The Secrets She Keeps
Once upon a time, in the first half of the 20th century, women seeking a divorce could move to Nevada for six weeks, establish residency, and get a divorce far more easily than in their home states. Nash has grown up on Tamarosa Ranch, the home-away-from-home that her mother runs for women who come to Reno to get divorced in the 1950s. And eighteen-year-old Nash is in charge of the ranch while her mother is away, helping Nash’s sister.
The tale alternates between 18-year-old Nash and 80-year-old Nash. Her niece, Callie, flees her husband in Seattle when she suspects him of having an affair. Her mother had been pestering her to check on Nash, so the ranch is the appropriate escape. Her sister Shaye joins her there, having her own marital issues. The older Nash is now dying of cancer but determined to make something right, something that happened when she was eighteen.
The dynamic at the ranch in the 1950s is a bit reminiscent of Clare Boothe Luce’s The Women , with a variety of women all shedding their husbands for different reasons. Lilly Marcel is the most fragile of these: married to a powerful, controlling producer, she has escaped him and claimed the child she’s carrying is someone else’s. The present day tale of Callie and Shaye is less compelling—Callie’s husband is seeing a therapist, not having an affair—and while Callie is briefly attracted to another man, her marital issues seem minor compared to what the ranch residents of the 1950s were facing. Caletti deftly evokes that hothouse environment, where disparate women came together under one roof, briefly making a family before each returns to their own lives.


## TASK REQUIREMENTS
Report how many lines below contain the word "text". Write only that number.

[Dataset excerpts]
:::::
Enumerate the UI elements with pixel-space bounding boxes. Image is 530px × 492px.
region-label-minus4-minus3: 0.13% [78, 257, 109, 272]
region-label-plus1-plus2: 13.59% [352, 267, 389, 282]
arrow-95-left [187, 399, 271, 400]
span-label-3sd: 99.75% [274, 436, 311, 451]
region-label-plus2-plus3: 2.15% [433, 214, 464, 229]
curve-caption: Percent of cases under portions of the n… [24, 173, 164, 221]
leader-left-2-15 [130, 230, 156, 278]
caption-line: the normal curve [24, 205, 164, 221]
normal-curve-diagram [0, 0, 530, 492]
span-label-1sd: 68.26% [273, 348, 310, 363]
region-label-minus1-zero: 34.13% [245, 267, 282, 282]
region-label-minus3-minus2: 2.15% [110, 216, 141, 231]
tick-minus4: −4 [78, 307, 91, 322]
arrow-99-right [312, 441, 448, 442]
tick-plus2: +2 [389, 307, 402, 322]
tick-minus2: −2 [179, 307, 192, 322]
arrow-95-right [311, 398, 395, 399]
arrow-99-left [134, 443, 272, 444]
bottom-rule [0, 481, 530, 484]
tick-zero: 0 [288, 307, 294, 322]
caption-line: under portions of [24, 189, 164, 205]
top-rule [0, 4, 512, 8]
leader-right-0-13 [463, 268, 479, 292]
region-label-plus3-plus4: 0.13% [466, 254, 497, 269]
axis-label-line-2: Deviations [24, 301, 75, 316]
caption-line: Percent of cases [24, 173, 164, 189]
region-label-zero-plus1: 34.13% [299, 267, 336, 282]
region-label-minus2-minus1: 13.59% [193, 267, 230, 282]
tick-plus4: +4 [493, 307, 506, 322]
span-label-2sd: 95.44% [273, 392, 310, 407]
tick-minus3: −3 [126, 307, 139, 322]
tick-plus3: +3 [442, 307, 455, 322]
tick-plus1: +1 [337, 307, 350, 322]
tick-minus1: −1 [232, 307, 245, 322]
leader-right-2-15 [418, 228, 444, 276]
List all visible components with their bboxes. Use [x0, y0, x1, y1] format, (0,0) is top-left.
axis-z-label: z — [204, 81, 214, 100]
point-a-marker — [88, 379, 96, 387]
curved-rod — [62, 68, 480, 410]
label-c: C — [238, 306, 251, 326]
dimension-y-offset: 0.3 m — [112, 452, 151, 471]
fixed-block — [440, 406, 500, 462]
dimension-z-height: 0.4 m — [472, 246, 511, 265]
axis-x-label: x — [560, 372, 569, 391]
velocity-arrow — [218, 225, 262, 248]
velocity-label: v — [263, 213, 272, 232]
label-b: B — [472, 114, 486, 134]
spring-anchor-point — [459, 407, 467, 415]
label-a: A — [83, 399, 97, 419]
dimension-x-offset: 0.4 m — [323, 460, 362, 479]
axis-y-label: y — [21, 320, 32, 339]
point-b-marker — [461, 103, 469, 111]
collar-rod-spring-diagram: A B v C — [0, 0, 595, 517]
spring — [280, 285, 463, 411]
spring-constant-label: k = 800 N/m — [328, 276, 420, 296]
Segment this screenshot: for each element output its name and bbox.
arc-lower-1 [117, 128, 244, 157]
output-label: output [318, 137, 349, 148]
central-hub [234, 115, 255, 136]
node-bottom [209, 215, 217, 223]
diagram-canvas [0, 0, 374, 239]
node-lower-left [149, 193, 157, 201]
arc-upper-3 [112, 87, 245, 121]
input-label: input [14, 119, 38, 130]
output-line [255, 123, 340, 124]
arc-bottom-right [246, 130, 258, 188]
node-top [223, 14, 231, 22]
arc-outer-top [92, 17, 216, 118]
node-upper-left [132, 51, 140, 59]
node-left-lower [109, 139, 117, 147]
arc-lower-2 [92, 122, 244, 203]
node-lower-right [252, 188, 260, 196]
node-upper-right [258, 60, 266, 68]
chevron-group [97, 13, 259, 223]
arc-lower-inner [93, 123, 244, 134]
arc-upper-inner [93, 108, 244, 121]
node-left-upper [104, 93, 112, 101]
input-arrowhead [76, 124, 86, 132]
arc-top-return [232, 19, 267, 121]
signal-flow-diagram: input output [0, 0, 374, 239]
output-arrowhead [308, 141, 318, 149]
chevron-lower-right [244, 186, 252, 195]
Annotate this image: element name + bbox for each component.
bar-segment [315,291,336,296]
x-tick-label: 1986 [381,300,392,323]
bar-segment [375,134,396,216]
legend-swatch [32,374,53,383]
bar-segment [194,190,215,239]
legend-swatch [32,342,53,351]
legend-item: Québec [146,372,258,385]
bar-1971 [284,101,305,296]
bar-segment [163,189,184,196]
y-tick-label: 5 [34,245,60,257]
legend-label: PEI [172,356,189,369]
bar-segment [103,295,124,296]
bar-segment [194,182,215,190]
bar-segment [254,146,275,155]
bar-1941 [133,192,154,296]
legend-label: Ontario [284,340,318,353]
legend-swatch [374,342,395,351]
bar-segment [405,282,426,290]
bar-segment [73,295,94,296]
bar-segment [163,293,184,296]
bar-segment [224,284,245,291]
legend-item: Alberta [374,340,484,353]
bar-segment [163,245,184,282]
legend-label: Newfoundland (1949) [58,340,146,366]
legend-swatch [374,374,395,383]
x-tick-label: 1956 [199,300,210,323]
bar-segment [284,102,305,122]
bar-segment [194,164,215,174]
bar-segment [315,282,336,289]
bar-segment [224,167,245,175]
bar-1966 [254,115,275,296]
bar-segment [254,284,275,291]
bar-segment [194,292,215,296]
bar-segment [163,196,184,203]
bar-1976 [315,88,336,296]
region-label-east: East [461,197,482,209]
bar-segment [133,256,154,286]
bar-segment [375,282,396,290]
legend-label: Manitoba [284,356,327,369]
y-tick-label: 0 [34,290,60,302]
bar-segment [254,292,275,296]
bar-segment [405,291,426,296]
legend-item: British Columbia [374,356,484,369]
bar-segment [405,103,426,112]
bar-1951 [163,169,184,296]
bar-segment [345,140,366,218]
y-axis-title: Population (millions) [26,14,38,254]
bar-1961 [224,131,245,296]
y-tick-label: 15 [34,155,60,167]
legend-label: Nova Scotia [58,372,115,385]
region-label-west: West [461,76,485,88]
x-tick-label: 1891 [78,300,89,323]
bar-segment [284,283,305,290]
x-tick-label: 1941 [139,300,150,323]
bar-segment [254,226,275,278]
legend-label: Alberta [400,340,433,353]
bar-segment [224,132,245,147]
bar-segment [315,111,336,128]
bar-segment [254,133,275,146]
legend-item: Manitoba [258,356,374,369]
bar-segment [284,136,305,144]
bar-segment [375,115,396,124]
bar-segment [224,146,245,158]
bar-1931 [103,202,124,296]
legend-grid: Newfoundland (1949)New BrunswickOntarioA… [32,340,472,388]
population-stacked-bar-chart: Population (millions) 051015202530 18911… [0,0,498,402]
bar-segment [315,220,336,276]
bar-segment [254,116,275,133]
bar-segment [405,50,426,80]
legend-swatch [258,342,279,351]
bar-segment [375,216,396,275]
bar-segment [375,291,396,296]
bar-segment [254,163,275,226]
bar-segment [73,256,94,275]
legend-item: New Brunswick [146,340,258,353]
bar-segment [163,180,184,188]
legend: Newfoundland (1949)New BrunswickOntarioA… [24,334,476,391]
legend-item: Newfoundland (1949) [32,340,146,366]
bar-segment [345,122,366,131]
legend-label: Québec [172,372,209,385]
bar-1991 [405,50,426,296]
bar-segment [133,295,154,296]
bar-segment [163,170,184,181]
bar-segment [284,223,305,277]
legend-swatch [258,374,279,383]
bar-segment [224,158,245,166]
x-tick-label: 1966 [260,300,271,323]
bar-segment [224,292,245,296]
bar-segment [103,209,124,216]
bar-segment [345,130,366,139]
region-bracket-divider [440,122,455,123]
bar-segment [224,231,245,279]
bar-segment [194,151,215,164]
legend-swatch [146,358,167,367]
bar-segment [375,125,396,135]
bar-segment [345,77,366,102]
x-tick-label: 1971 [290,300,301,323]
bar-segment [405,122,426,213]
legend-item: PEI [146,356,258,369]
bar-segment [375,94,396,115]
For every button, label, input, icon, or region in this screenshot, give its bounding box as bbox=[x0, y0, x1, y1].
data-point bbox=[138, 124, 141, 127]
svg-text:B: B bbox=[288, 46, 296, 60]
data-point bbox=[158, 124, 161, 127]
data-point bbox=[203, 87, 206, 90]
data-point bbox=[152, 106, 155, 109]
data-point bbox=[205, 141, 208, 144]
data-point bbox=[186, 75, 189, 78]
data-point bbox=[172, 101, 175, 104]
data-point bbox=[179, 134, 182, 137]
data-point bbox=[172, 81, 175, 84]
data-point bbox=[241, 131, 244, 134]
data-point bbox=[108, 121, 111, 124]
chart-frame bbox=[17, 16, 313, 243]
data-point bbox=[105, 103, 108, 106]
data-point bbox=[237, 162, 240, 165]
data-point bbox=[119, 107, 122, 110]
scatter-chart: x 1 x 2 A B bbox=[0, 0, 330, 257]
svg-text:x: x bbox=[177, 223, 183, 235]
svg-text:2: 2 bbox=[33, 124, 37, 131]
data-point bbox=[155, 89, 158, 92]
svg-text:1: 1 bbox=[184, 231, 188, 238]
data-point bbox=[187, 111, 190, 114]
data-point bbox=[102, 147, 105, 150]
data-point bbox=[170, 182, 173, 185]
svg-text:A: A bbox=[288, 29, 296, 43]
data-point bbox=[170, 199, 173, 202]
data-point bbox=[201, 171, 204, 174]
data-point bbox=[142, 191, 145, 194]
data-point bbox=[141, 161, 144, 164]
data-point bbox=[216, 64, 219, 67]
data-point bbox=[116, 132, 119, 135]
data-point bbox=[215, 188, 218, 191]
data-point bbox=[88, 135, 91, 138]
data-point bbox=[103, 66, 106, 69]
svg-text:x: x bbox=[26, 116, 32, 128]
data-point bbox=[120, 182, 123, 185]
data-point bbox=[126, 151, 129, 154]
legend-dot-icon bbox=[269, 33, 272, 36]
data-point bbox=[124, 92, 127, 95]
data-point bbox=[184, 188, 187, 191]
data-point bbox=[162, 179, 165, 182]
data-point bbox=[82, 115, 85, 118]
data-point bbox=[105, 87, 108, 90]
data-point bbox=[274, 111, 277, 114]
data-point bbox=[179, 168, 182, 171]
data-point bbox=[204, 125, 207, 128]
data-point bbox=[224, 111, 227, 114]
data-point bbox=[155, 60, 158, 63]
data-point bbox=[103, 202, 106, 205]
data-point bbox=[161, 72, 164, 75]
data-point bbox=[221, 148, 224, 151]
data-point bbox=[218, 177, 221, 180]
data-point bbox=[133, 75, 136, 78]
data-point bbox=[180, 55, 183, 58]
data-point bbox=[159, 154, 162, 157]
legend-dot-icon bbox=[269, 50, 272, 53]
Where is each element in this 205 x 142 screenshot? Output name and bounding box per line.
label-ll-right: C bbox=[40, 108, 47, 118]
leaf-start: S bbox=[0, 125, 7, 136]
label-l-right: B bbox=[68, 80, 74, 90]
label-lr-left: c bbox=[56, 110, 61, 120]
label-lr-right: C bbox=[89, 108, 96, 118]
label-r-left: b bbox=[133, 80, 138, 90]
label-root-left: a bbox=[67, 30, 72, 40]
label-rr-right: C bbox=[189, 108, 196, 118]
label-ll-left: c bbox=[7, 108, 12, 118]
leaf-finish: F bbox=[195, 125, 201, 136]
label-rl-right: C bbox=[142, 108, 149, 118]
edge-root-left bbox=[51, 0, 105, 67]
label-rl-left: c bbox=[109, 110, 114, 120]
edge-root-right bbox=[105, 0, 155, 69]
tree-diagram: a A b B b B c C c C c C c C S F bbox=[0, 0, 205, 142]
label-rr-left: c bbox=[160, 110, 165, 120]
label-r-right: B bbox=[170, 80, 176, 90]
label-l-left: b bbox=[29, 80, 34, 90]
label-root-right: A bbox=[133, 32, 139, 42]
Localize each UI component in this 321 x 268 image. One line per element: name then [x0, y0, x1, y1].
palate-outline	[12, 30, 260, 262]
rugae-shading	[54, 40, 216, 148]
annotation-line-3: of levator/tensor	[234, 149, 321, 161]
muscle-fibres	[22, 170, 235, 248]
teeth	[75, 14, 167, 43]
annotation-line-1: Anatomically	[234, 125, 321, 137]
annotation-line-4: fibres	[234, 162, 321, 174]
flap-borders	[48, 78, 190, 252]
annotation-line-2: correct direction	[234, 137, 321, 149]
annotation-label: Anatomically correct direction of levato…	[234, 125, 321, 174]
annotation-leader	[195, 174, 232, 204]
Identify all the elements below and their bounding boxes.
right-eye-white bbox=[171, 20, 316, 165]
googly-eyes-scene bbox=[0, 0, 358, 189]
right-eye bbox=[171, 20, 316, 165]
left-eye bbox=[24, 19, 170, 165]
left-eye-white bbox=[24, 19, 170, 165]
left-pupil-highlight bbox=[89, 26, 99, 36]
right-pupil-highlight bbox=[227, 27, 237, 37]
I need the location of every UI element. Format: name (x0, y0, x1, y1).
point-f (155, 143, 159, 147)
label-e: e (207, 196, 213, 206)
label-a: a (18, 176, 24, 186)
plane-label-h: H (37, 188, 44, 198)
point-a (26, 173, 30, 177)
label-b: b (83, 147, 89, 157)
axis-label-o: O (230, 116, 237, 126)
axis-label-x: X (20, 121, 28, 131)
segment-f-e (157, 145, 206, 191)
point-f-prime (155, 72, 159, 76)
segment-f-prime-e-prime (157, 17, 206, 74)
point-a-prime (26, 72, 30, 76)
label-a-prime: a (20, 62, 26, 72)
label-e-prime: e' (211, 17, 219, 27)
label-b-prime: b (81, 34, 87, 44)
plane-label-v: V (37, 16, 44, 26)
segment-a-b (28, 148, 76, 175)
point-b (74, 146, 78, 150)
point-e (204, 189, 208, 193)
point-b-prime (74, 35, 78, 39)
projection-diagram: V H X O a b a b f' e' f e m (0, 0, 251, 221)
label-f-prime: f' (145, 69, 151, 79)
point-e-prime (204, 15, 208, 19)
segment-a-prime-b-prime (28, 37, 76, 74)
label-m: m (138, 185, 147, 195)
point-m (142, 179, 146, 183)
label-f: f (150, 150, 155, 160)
:::::
## RESULT OF THE TASK
6